How Do We Start?

Although Alabama has tremendous culture, beautiful landscapes, wonderful people, and a state pride that is hard to match, it also has an inferior economic base, a politics that is often marred by the exploitation of deep racial and class divisions, and too often a willingness to accept the shit end of the stick in business deals that results in low-paying jobs, extractive use of land, and environmentally damaging consequences. Though I am not a sociologist or politician, I do have a few ideas from the experiences that I do have.

How do we start fixing this? At the bottom. The foundations have to be sured up. Wages have to be increased, and local education systems have to be improved. It doesn’t take a rocket scientist to figure out that the poorer and more uneducated a group people are, the more apt they are to be exploited, the more apt they are suffer from social ills like drug and alcohol abuse, and the more apt they are to perpetuate this cycle of poverty.

Wages have to come first. On the US Census web site’s Quick Facts pages, the most recent data available for per capita income is 1999 and the most recent data for persons living in poverty is 2008; the figures tell a hard tale. In Alabama, our per capita income is 83% of the national average, with 15.9% of people living in poverty, as opposed the national average of 13.8%. When wages come up, people can improve their own situations immediately, and in ways they see fit, without waiting for generational change through the education process. With more money in their pockets, low-income and working-class people can fix that leaky roof or that rusty plumbing. With money in their pockets, more working people can have dependable transportation that will open up their job possibilities. When people can improve their own lives, without handouts or government programs, they can have the peace of mind to engage the greater problems in their lives. And with higher wages, come higher tax revenues that can be used for school systems.

If more people have more income, then two types of tax revenues increase: income tax and sales tax. The answer in this lies in raising the income levels of low-wage earners, not in raising the wages of middle- and upper-income earners. People who earn higher wages, whose basic needs are more than covered, whose living facilities are adequate and safe, are more apt to save money, to put it in the bank or to invest it. People without adequate resources and facilities — falling down houses, broken down cars, badly worn-out clothes, not enough food — are going to spend every dime of that extra money to get their lives up to a better standard.

Increased wages and consequent increased spending will increase the tax base without raising tax rates, which middle-class and wealthy people usually vote against. With a better tax base, public schools can be improved. New teachers can be hired to decrease class sizes. New schools can be built to decrease the number of kids who have long bus rides every day. New resources, like computers and library books, can improve student learning. The key to this is not spending increased tax revenue on more police officers and prisons, but on more teachers and schools.

And improved education should not be confined to the young. Existing institutions, like public libraries, can provide much needed resources for adults and children alike. Literacy classes, improved infrastructure to provide internet access in rural areas, and community organizing to ensure access to good and true information about local issues can also improve the lives of people in the South. Public libraries and community centers are excellent places for those things to occur.

That herculean task – improving wages for low-income and working-class people – would be a start. Alabama doesn’t need more Wal-Marts or access to more TV channels. That isn’t progress. The Alabamians who are in the short end of the statistics listed above need systemic improvements that lift them and their children up.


> [Action item] Your answer must be an exact copy of the records below, minus any images.

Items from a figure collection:

Segment Open

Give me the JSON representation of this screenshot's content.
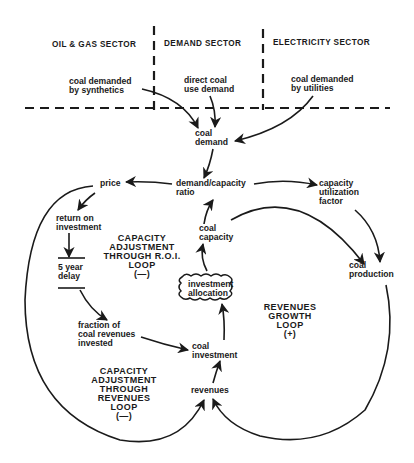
{
  "sectors": {
    "oil_gas": "OIL & GAS SECTOR",
    "demand": "DEMAND SECTOR",
    "electricity": "ELECTRICITY SECTOR"
  },
  "nodes": {
    "coal_demanded_synthetics": [
      "coal demanded",
      "by synthetics"
    ],
    "direct_coal_use_demand": [
      "direct coal",
      "use demand"
    ],
    "coal_demanded_utilities": [
      "coal demanded",
      "by utilities"
    ],
    "coal_demand": [
      "coal",
      "demand"
    ],
    "demand_capacity_ratio": [
      "demand/capacity",
      "ratio"
    ],
    "price": [
      "price"
    ],
    "return_on_investment": [
      "return on",
      "investment"
    ],
    "five_year_delay": [
      "5 year",
      "delay"
    ],
    "fraction_invested": [
      "fraction of",
      "coal revenues",
      "invested"
    ],
    "coal_investment": [
      "coal",
      "investment"
    ],
    "investment_allocation": [
      "investment",
      "allocation"
    ],
    "coal_capacity": [
      "coal",
      "capacity"
    ],
    "capacity_utilization_factor": [
      "capacity",
      "utilization",
      "factor"
    ],
    "coal_production": [
      "coal",
      "production"
    ],
    "revenues": [
      "revenues"
    ]
  },
  "loops": {
    "roi_loop": [
      "CAPACITY",
      "ADJUSTMENT",
      "THROUGH R.O.I.",
      "LOOP",
      "(—)"
    ],
    "revenues_adjust_loop": [
      "CAPACITY",
      "ADJUSTMENT",
      "THROUGH",
      "REVENUES",
      "LOOP",
      "(—)"
    ],
    "revenues_growth_loop": [
      "REVENUES",
      "GROWTH",
      "LOOP",
      "(+)"
    ]
  },
  "edges": [
    {
      "from": "coal_demanded_synthetics",
      "to": "coal_demand"
    },
    {
      "from": "direct_coal_use_demand",
      "to": "coal_demand"
    },
    {
      "from": "coal_demanded_utilities",
      "to": "coal_demand"
    },
    {
      "from": "coal_demand",
      "to": "demand_capacity_ratio"
    },
    {
      "from": "demand_capacity_ratio",
      "to": "price"
    },
    {
      "from": "demand_capacity_ratio",
      "to": "capacity_utilization_factor"
    },
    {
      "from": "price",
      "to": "return_on_investment"
    },
    {
      "from": "return_on_investment",
      "to": "five_year_delay"
    },
    {
      "from": "five_year_delay",
      "to": "fraction_invested"
    },
    {
      "from": "fraction_invested",
      "to": "coal_investment"
    },
    {
      "from": "coal_investment",
      "to": "investment_allocation"
    },
    {
      "from": "investment_allocation",
      "to": "coal_capacity"
    },
    {
      "from": "coal_capacity",
      "to": "demand_capacity_ratio"
    },
    {
      "from": "coal_capacity",
      "to": "coal_production"
    },
    {
      "from": "capacity_utilization_factor",
      "to": "coal_production"
    },
    {
      "from": "coal_production",
      "to": "revenues"
    },
    {
      "from": "price",
      "to": "revenues"
    },
    {
      "from": "revenues",
      "to": "coal_investment"
    }
  ]
}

Segment Closed

> [Exercise solution]
Give me the JSON representation of this screenshot's content.
{
  "sectors": {
    "oil_gas": "OIL & GAS SECTOR",
    "demand": "DEMAND SECTOR",
    "electricity": "ELECTRICITY SECTOR"
  },
  "nodes": {
    "coal_demanded_synthetics": [
      "coal demanded",
      "by synthetics"
    ],
    "direct_coal_use_demand": [
      "direct coal",
      "use demand"
    ],
    "coal_demanded_utilities": [
      "coal demanded",
      "by utilities"
    ],
    "coal_demand": [
      "coal",
      "demand"
    ],
    "demand_capacity_ratio": [
      "demand/capacity",
      "ratio"
    ],
    "price": [
      "price"
    ],
    "return_on_investment": [
      "return on",
      "investment"
    ],
    "five_year_delay": [
      "5 year",
      "delay"
    ],
    "fraction_invested": [
      "fraction of",
      "coal revenues",
      "invested"
    ],
    "coal_investment": [
      "coal",
      "investment"
    ],
    "investment_allocation": [
      "investment",
      "allocation"
    ],
    "coal_capacity": [
      "coal",
      "capacity"
    ],
    "capacity_utilization_factor": [
      "capacity",
      "utilization",
      "factor"
    ],
    "coal_production": [
      "coal",
      "production"
    ],
    "revenues": [
      "revenues"
    ]
  },
  "loops": {
    "roi_loop": [
      "CAPACITY",
      "ADJUSTMENT",
      "THROUGH R.O.I.",
      "LOOP",
      "(—)"
    ],
    "revenues_adjust_loop": [
      "CAPACITY",
      "ADJUSTMENT",
      "THROUGH",
      "REVENUES",
      "LOOP",
      "(—)"
    ],
    "revenues_growth_loop": [
      "REVENUES",
      "GROWTH",
      "LOOP",
      "(+)"
    ]
  },
  "edges": [
    {
      "from": "coal_demanded_synthetics",
      "to": "coal_demand"
    },
    {
      "from": "direct_coal_use_demand",
      "to": "coal_demand"
    },
    {
      "from": "coal_demanded_utilities",
      "to": "coal_demand"
    },
    {
      "from": "coal_demand",
      "to": "demand_capacity_ratio"
    },
    {
      "from": "demand_capacity_ratio",
      "to": "price"
    },
    {
      "from": "demand_capacity_ratio",
      "to": "capacity_utilization_factor"
    },
    {
      "from": "price",
      "to": "return_on_investment"
    },
    {
      "from": "return_on_investment",
      "to": "five_year_delay"
    },
    {
      "from": "five_year_delay",
      "to": "fraction_invested"
    },
    {
      "from": "fraction_invested",
      "to": "coal_investment"
    },
    {
      "from": "coal_investment",
      "to": "investment_allocation"
    },
    {
      "from": "investment_allocation",
      "to": "coal_capacity"
    },
    {
      "from": "coal_capacity",
      "to": "demand_capacity_ratio"
    },
    {
      "from": "coal_capacity",
      "to": "coal_production"
    },
    {
      "from": "capacity_utilization_factor",
      "to": "coal_production"
    },
    {
      "from": "coal_production",
      "to": "revenues"
    },
    {
      "from": "price",
      "to": "revenues"
    },
    {
      "from": "revenues",
      "to": "coal_investment"
    }
  ]
}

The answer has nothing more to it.